At UC Davis, blinding students has surpassed the physical realm.
During a 2011 Occupy protest at the University of California, Davis’ campus, police pepper-sprayed a row of sitting students at point blank.
Pictures and videos of the incident quickly went viral, becoming embarrassing evidence of student mistreatment. Five years later, new reports from the Sacramento Bee show that UC Davis spent at least $175,000 to scrub this content from search engine results and social media.
Instead of taking the conflict as a chance to strengthen relationships with students through dialogue about the wrongs, the university prioritized its image. By spending tuition money on a campaign to hide information from prospective students and their families, UC Davis showed that it cares more about its image than students’ peace of mind.
If UC Davis was purely a profit-driven corporation, it would make sense to see its administrators focus on damage control. That’s how businesses work.
But while it’s true that universities in 2016 look more and more like profit-driven corporations, their primary function should be to ensure a healthy and safe learning environment for students. Misinforming potential students and attempting to hide history by scrubbing the content goes against higher education’s core values.
The money UC Davis spent could have gone toward actually bettering its relationship with students rather than concealing its flaws. The university could have expanded scholarship programs to help alleviate the debt those protesters were fighting. It could have invested in improving community relations or any other event to help the campus heal as a group after the national embarrassment.
Instead, those limited funds went to the trash.
Thinking that it could pay to purge the Internet of embarrassing pictures is absurd, and now the very pictures UC Davis hoped to hide are back in the national spotlight.
Students applying to college are old enough to understand what a protest is. These people witnessed the Ferguson, Missouri, unrest, the #BlackLivesMatter movement and the political rise of Donald Trump during their formative years. Treating students like they can’t process the complicated relationship between activists and institutions is insulting.
The damage that the pepper spray scandal could do to UC Davis in the long run is probably low. Once that generation of students is completely gone, institutional memory may forget that blunder as part of the larger Occupy movement.

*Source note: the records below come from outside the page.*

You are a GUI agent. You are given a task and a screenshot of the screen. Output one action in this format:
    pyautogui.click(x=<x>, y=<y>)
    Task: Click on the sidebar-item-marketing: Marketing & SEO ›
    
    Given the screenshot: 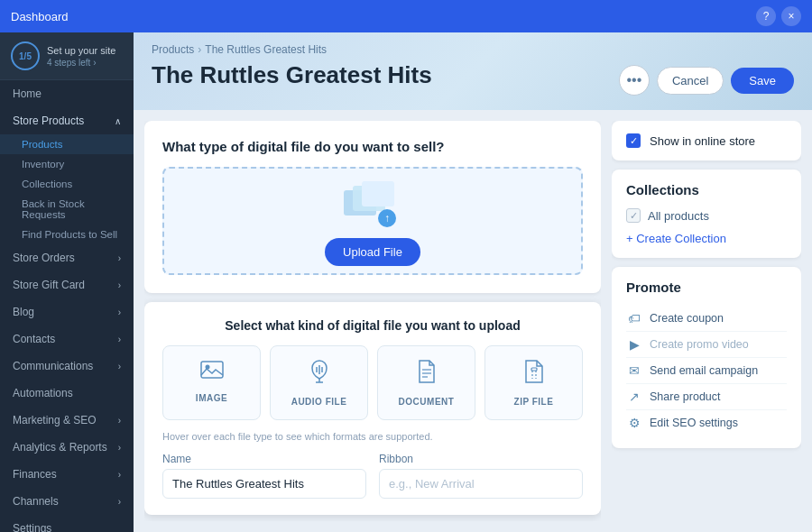 What is the action you would take?
    pyautogui.click(x=67, y=420)
    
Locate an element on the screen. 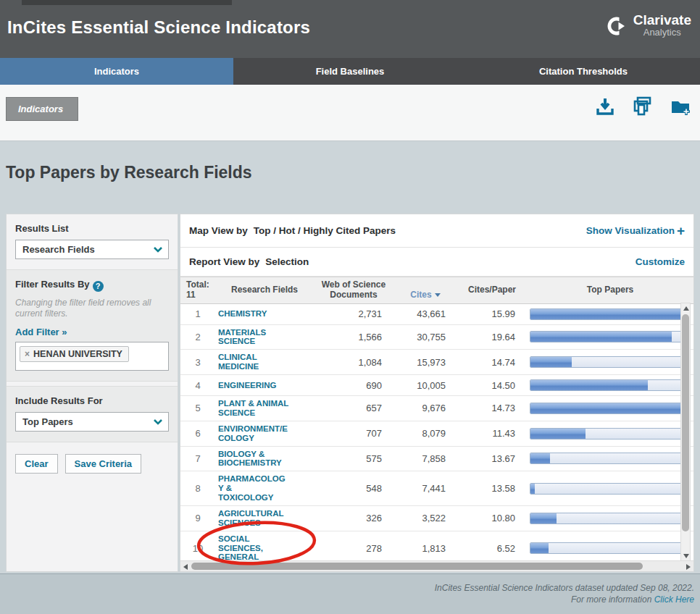 Image resolution: width=700 pixels, height=614 pixels. map-view-row: Map View byTop / Hot / Highly Cited Pape… is located at coordinates (437, 231).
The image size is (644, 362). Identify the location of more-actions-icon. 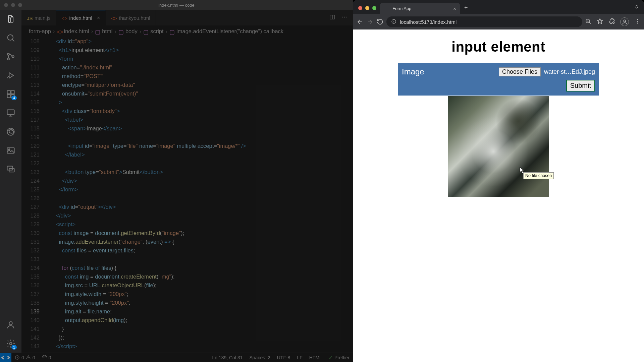
(344, 18).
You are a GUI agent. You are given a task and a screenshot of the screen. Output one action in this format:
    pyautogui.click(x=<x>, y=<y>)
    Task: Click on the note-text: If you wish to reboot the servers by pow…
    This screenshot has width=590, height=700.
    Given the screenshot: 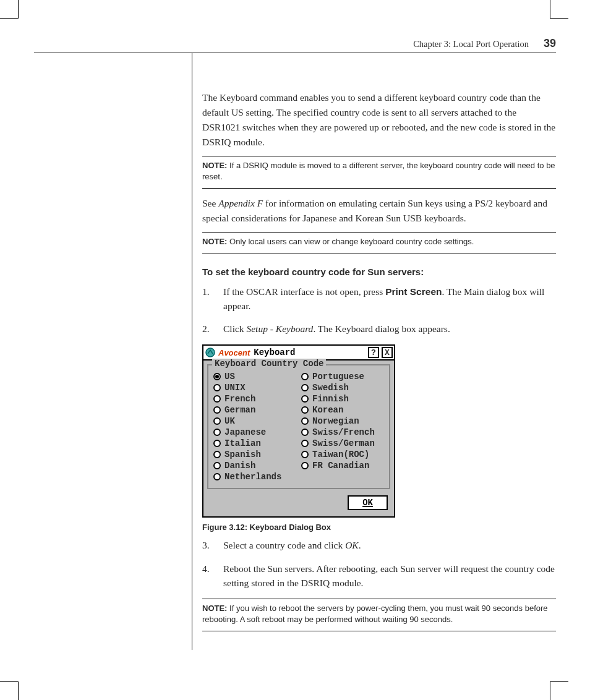 What is the action you would take?
    pyautogui.click(x=375, y=613)
    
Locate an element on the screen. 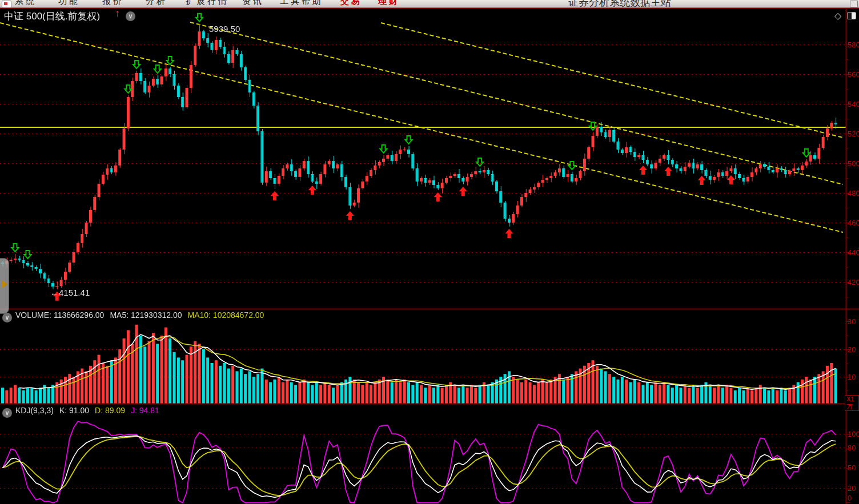 This screenshot has width=859, height=504. kdj-k-label: K: 91.00 is located at coordinates (74, 410).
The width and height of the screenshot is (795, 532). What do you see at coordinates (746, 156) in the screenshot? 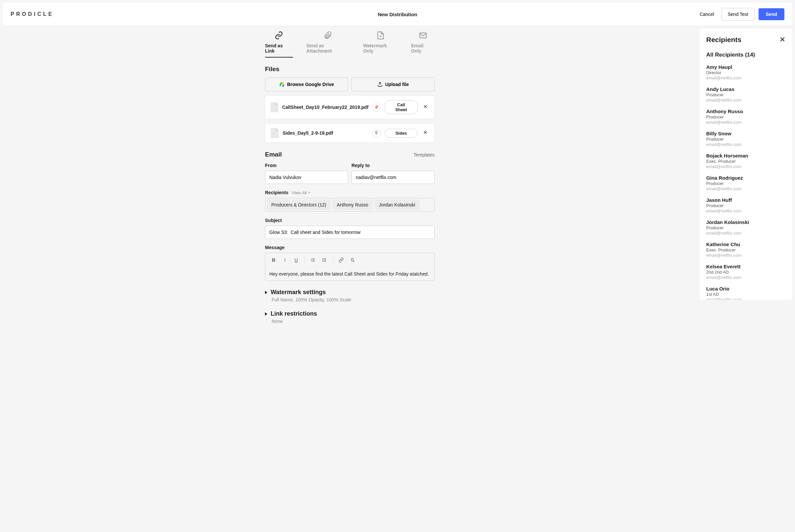
I see `recipient-name: Bojack Horseman` at bounding box center [746, 156].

This disrespect for both students and the public will leave a larger mark. UC Davis was not part of a general counterforce against protesters here — it was the primary actor in a cover-up campaign. The secret is out, and there must be an administrative response.
UC Davis holds its students to a student conduct policy. It was this very policy that allowed police to spray and physically drag Occupy protesters down a sidewalk in the first place.
UC Davis owes its students an explanation for why they should respect the moral guidelines of a school that can’t act ethically itself.